San Bernardino County Board of Supervisors approves large solar project east of Barstow
The Press-Enterprise – December 10
This Tuesday, the San Bernardino County Board of Supervisors denied an appeal filed by residents over the county planning commission’s approval of San Francisco-based Clearway Energy Group’s plans for a solar-generating facility on about 3,500 acres near the Barstow-Daggett airport. While the decision upholds the project’s approval, supervisors asked the developer to keep it farther away from nearby homes and to use technology to monitor dust and air quality. In September, planning commissioners unanimously approved the project which includes a 650-megawatt photovoltaic solar power generating facility with up to 450 megawatts of battery-storage capacity. The Daggett project is one of a few that were already being reviewed by the county when supervisors voted in February to prohibit utility-oriented renewable energy development in rural zones and most unincorporated communities.

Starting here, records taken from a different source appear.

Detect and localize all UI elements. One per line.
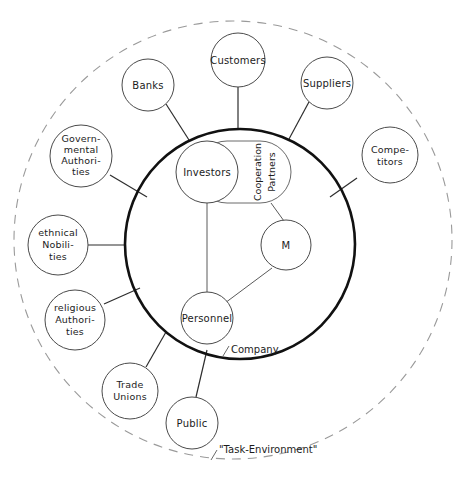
- node-religious-authorities-label-line1: religious: [54, 302, 96, 313]
- node-competitors-label-line2: titors: [377, 156, 403, 167]
- node-governmental-authorities-label-line3: Authori-: [61, 155, 101, 166]
- node-ethnical-nobilities-label-line2: Nobili-: [42, 239, 74, 250]
- company-boundary: [125, 129, 355, 359]
- node-competitors-label-line1: Compe-: [371, 144, 409, 155]
- node-religious-authorities-label-line3: ties: [66, 326, 84, 337]
- node-governmental-authorities-label-line4: ties: [72, 166, 90, 177]
- node-religious-authorities-label-line2: Authori-: [55, 314, 95, 325]
- node-suppliers-label: Suppliers: [303, 78, 351, 89]
- node-cooperation-partners-label-line2: Partners: [266, 152, 277, 192]
- edge-banks-company: [166, 104, 189, 140]
- edge-management-personnel: [225, 268, 272, 303]
- stakeholder-diagram: Cooperation Partners Investors M Personn…: [0, 0, 468, 480]
- node-cooperation-partners-label-line1: Cooperation: [252, 143, 263, 201]
- node-investors-label: Investors: [183, 167, 231, 178]
- edge-cooperation-partners-management: [271, 203, 284, 221]
- node-governmental-authorities-label-line1: Govern-: [61, 133, 100, 144]
- node-trade-unions-label-line2: Unions: [113, 391, 147, 402]
- task-environment-boundary-label: "Task-Environment": [219, 444, 317, 455]
- node-ethnical-nobilities-label-line1: ethnical: [38, 227, 78, 238]
- edge-public-company: [196, 350, 207, 397]
- company-label-leader: [223, 346, 229, 356]
- node-trade-unions-label-line1: Trade: [115, 379, 143, 390]
- company-boundary-label: Company: [231, 344, 279, 355]
- node-public-label: Public: [177, 418, 208, 429]
- node-governmental-authorities-label-line2: mental: [64, 144, 99, 155]
- node-banks-label: Banks: [132, 80, 163, 91]
- edge-trade-unions-company: [146, 332, 166, 367]
- edge-suppliers-company: [289, 100, 310, 139]
- node-customers-label: Customers: [210, 55, 266, 66]
- edge-group-external: [88, 87, 357, 397]
- node-management-label: M: [282, 240, 291, 251]
- node-personnel-label: Personnel: [182, 313, 233, 324]
- node-ethnical-nobilities-label-line3: ties: [49, 251, 67, 262]
- diagram-canvas: Cooperation Partners Investors M Personn…: [0, 0, 468, 480]
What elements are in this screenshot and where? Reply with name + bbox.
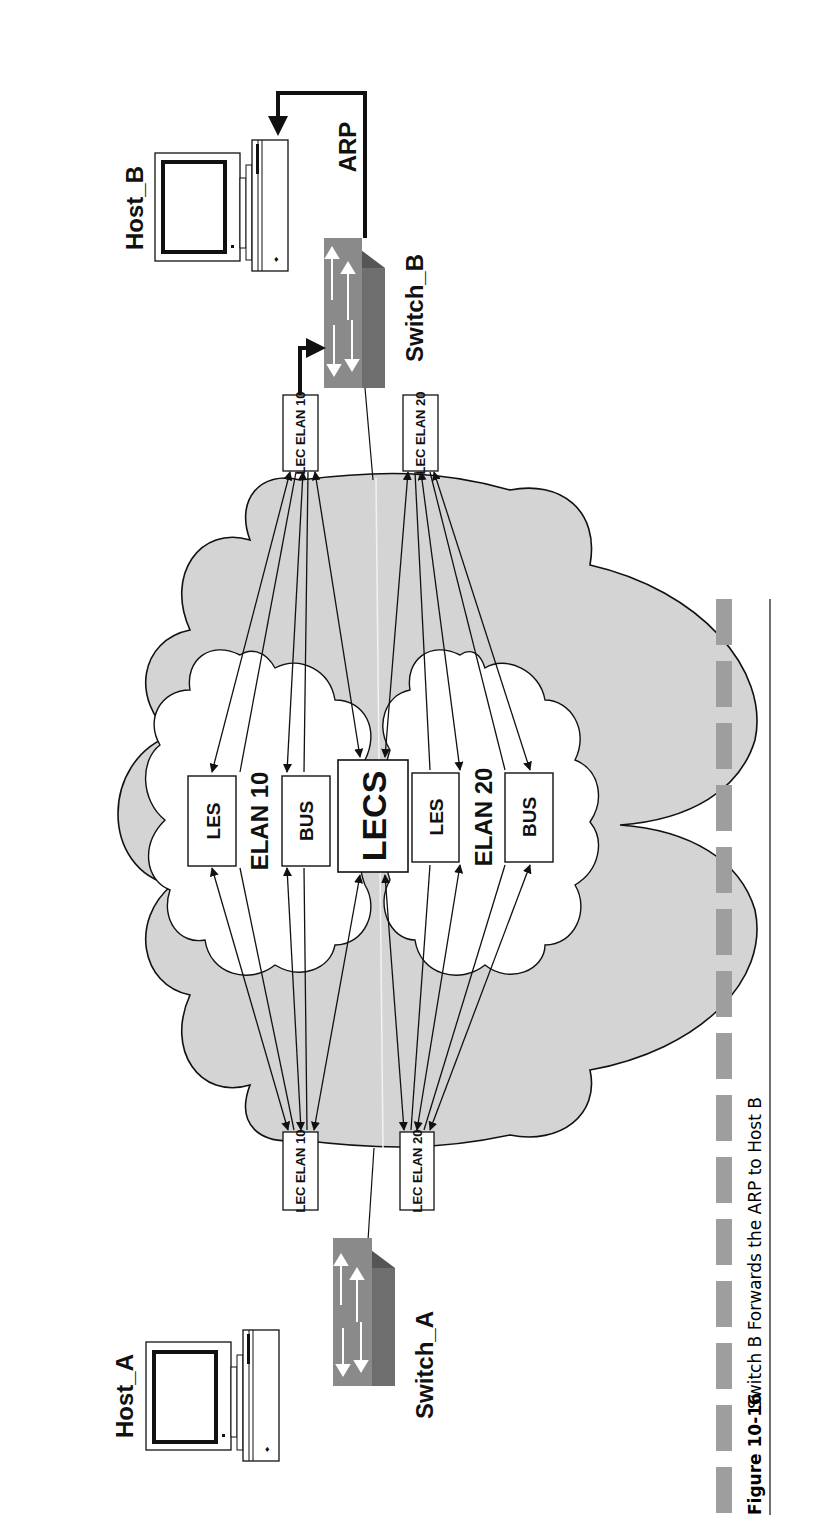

Solar-battery hybrid microgrid bound for EPRI, Navy testing, deployment
Power Engineering – December 10
The Electric Power Research Institute (EPRI) has selected a Vermont firm to design and build two transportable microgrid battery energy storage systems (BESS) for the U.S. Navy. Northern Reliability Inc. won the $2 million contract to deliver the two BESS projects. Once built and tested, the microgrid systems will go into operational use at the Naval Surface Warfare Center, Port Hueneme Division in Southern California. Data obtained on the costs, performance, and benefits of the overall microgrid project will help support future commercial deployments of microgrids for military and non-military applications.